Working Paper series. These papers are published to communi-

cate the results of the Bank’s ongoing research and to stimulate

public discussion.

Cooperative financial institutions (CFIs) are among the poorly

understood entities in financial markets. They include diverse

member-owned financial intermediaries referred to as credit

unions, savings and credit cooperatives, cooperative banks, and

other terms that differ across regions of the world. Their insti-

tutional structure and governance, legal and regulatory status,

and scale and services portfolio also vary widely across regions

and especially between industrialized countries and developing

economies. A most basic common denominator is that they col-

lect deposits and do business often solely with members.

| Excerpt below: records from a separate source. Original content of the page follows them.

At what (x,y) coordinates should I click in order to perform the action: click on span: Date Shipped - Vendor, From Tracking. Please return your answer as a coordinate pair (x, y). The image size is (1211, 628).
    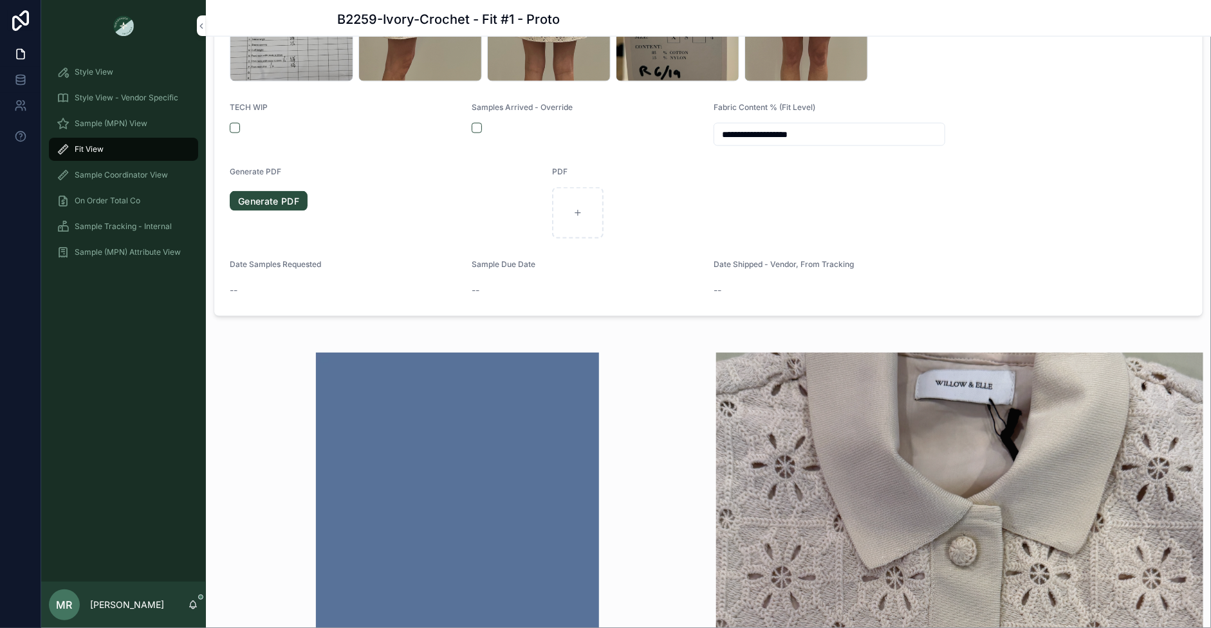
    Looking at the image, I should click on (784, 264).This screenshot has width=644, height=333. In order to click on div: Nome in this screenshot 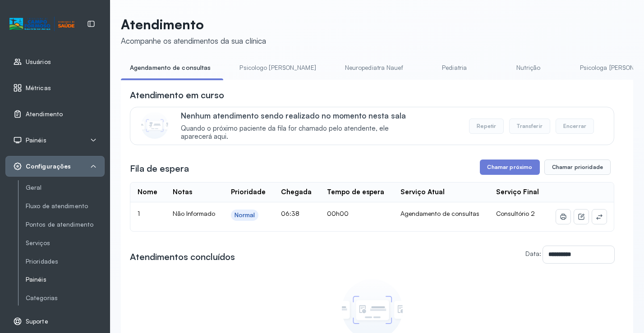, I will do `click(147, 192)`.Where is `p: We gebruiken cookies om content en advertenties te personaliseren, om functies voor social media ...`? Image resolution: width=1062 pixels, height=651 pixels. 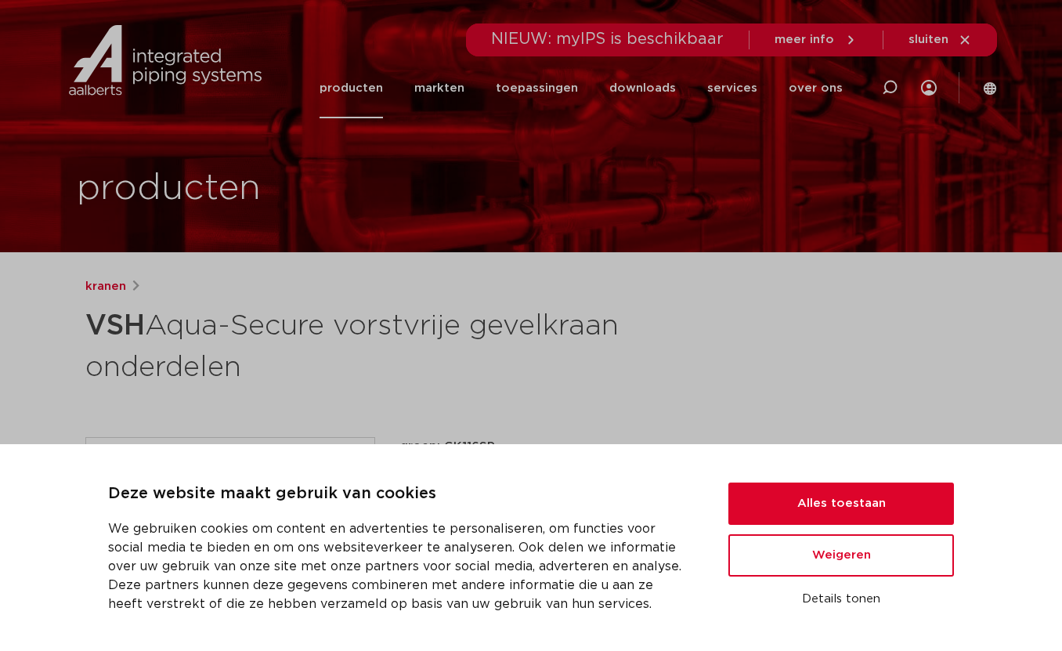
p: We gebruiken cookies om content en advertenties te personaliseren, om functies voor social media ... is located at coordinates (400, 566).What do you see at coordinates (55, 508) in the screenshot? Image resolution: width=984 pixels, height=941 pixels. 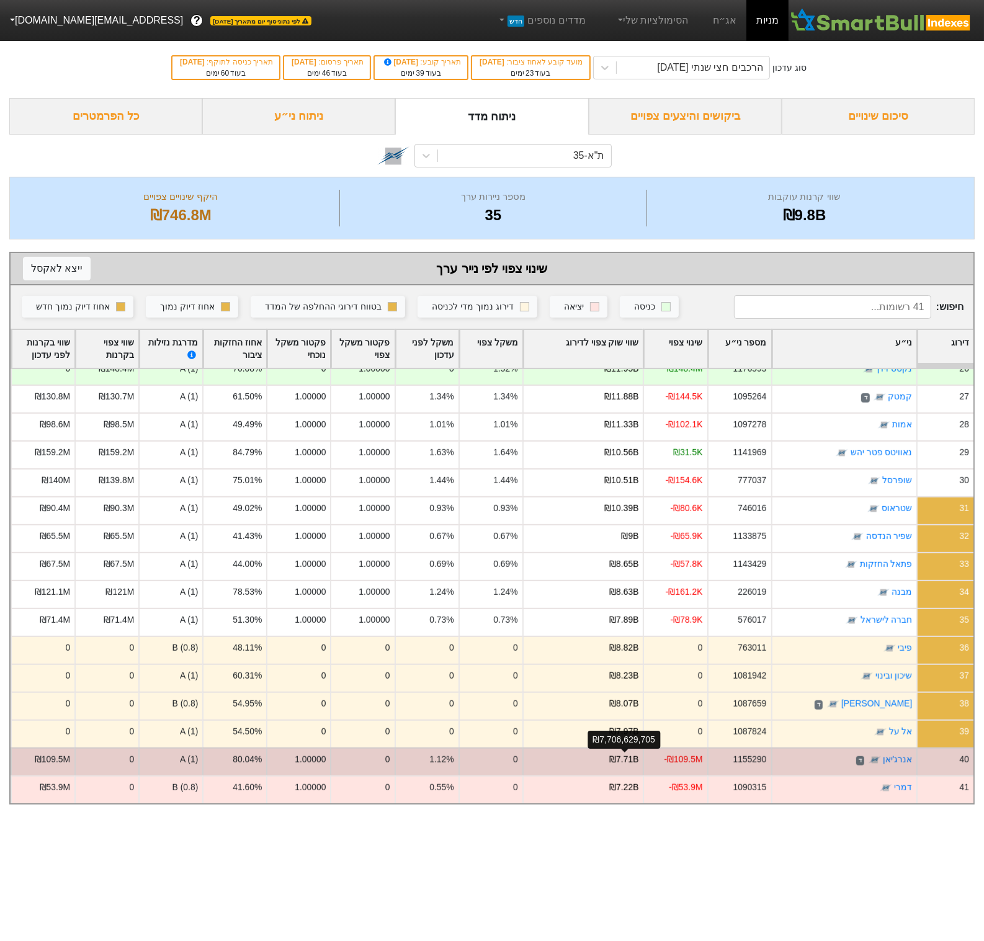 I see `div: ₪90.4M` at bounding box center [55, 508].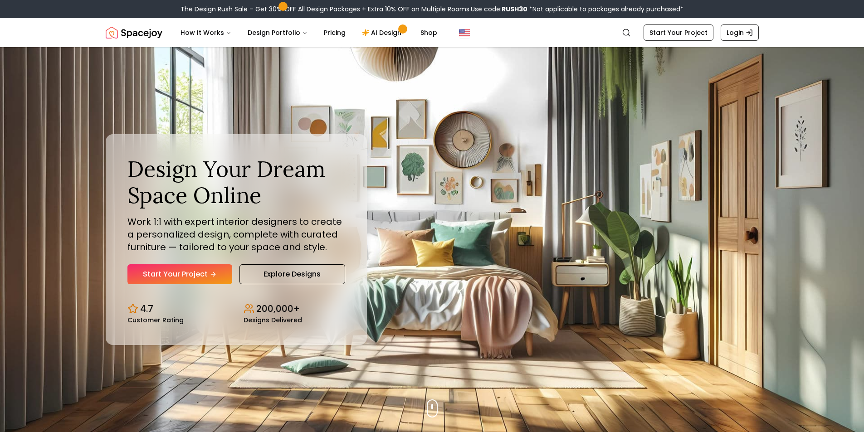 The image size is (864, 432). Describe the element at coordinates (605, 9) in the screenshot. I see `span: *Not applicable to packages already purchased*` at that location.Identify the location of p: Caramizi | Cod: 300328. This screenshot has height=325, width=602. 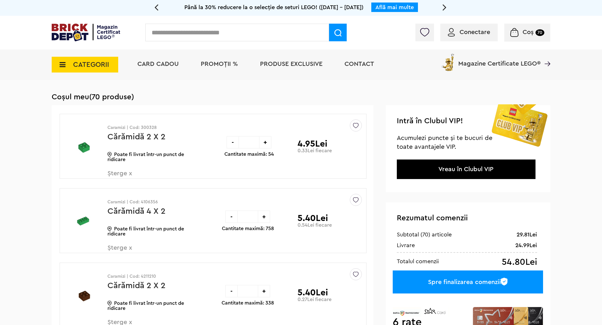
(152, 128).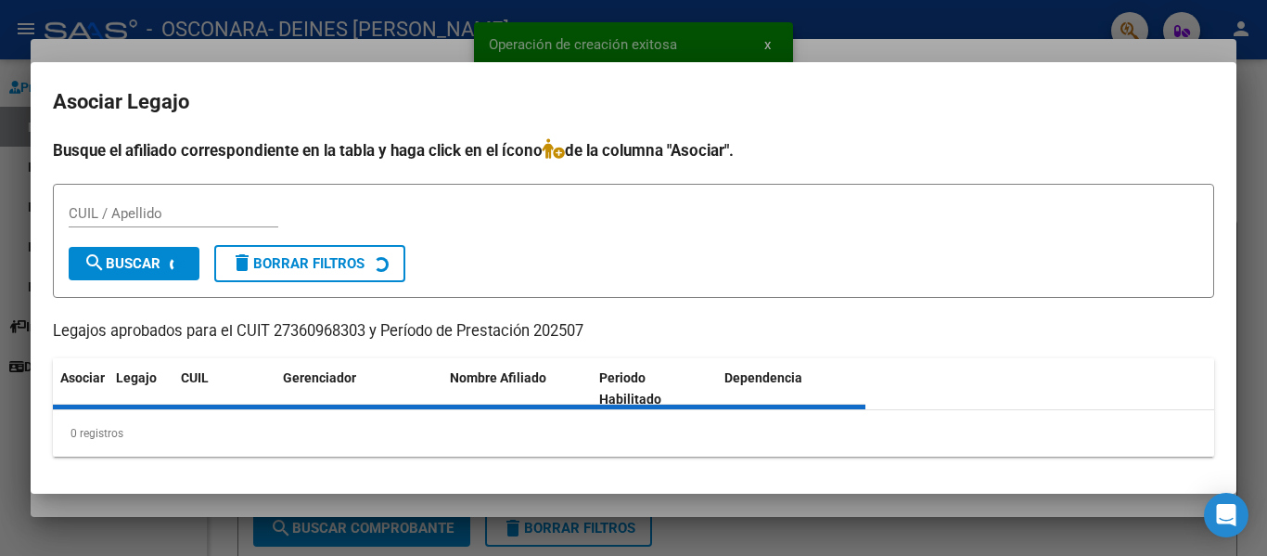 This screenshot has width=1267, height=556. Describe the element at coordinates (81, 389) in the screenshot. I see `datatable-header-cell: Asociar` at that location.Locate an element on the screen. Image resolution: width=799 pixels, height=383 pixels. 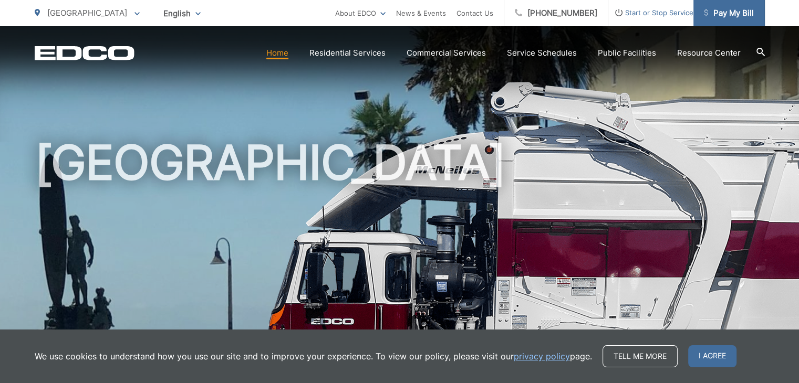
span: English is located at coordinates (182, 13).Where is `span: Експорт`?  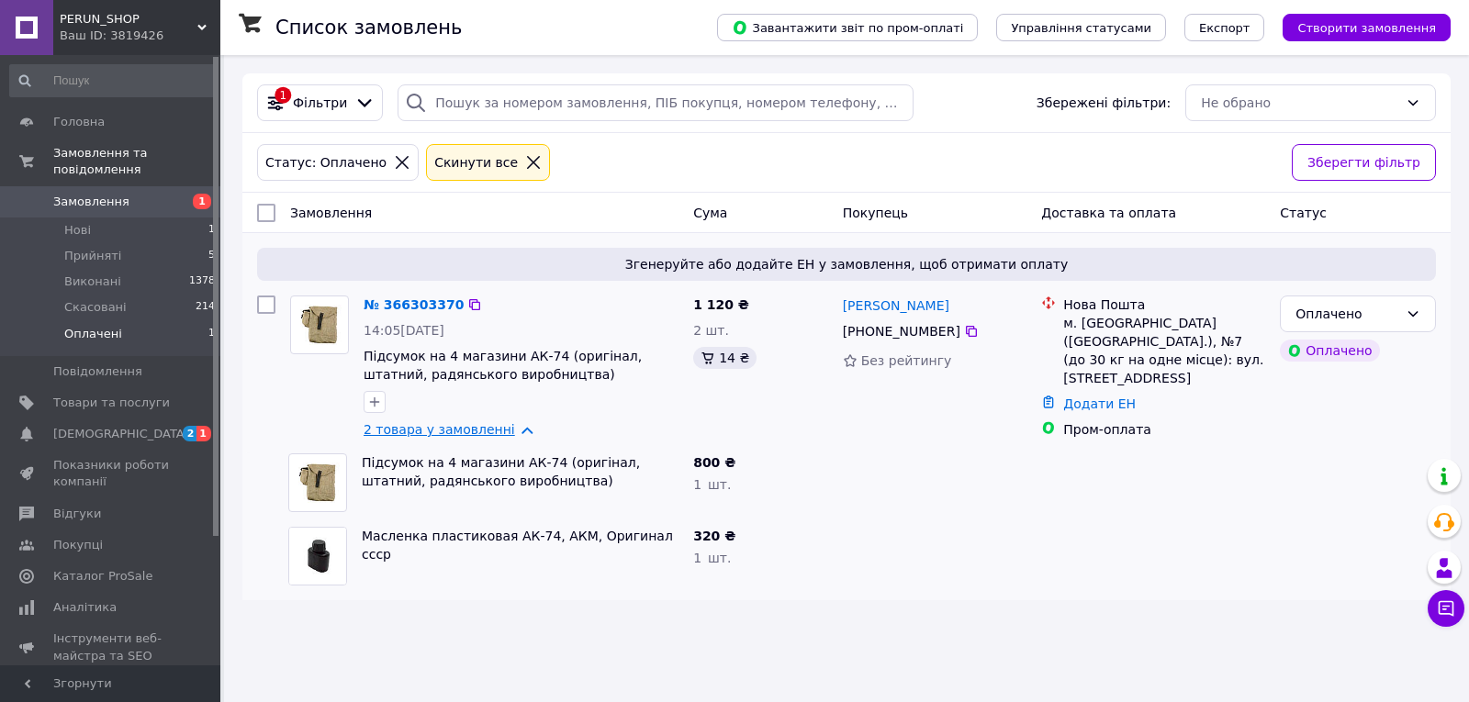 span: Експорт is located at coordinates (1225, 28).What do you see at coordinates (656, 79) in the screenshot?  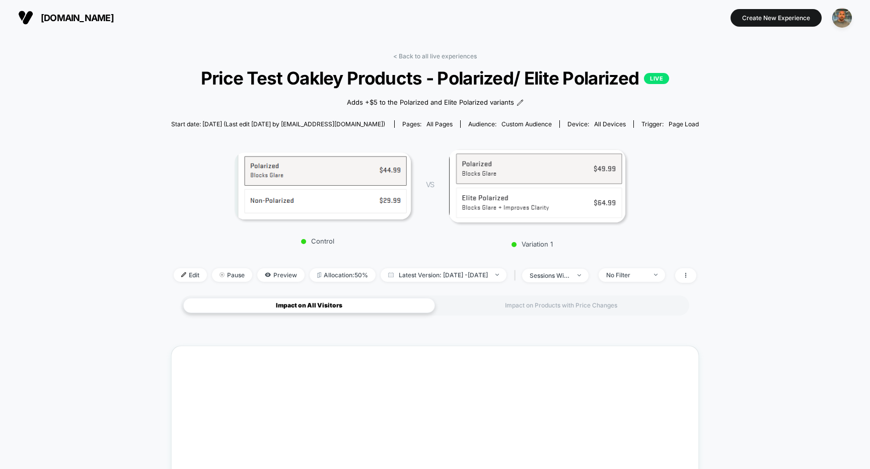 I see `p: LIVE` at bounding box center [656, 79].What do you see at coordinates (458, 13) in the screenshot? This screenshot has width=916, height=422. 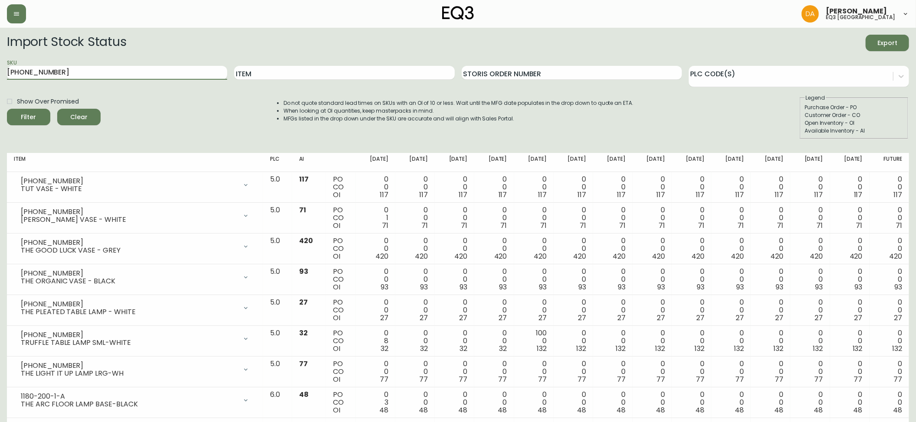 I see `img: logo` at bounding box center [458, 13].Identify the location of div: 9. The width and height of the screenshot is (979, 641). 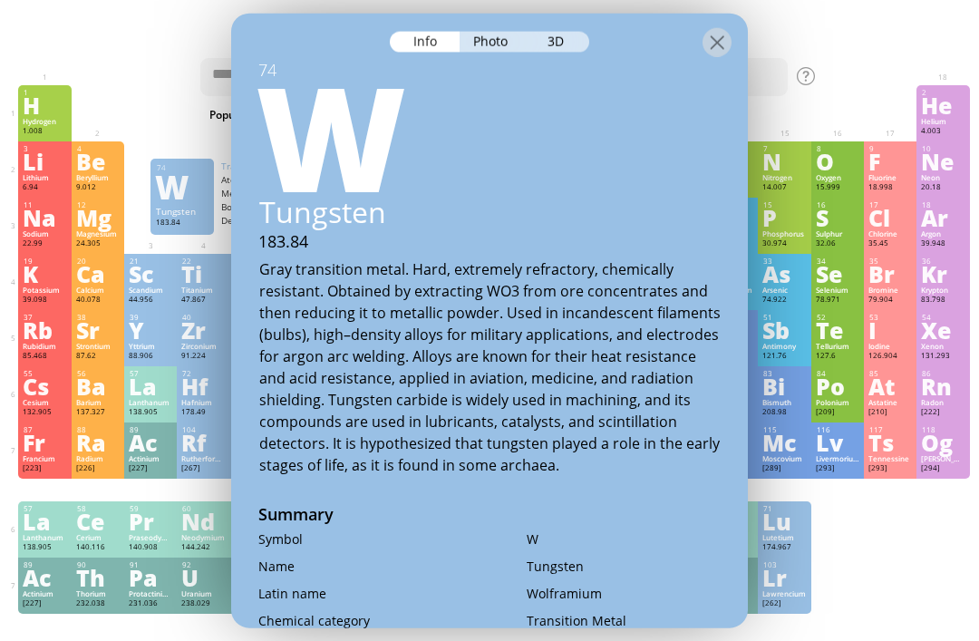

Existing literature already supports the notion that CFIs serve

many poor people.

This paper addresses topics on which an agreement is neces-

sary to arrive at consensus guidelines or “principles” of regula-

tion and supervision of cooperative financial institutions (CFIs)

in developing countries. Three main topics covered are: (i) the

fundamental structure of the sector in terms of its internal

(micro) and inter-CFI (macro) organization, with a focus on the

agency conflicts inherent in the mutual structure, the extent to

which they contribute to failure risk, and whether and how

these conflicts are controlled by existing governance mecha-

nisms; (ii) the existing legal frameworks in an international con-

text, their origins, and the implications for the functioning of

CFIs; and (iii) the regulatory frameworks under which CFIs oper-

ate and the different propositions by stakeholders about what

should be an appropriate regulatory framework and an effective

supervision mechanism.

World Bank Working Papers are available individually or by sub-

scription, both in print and online.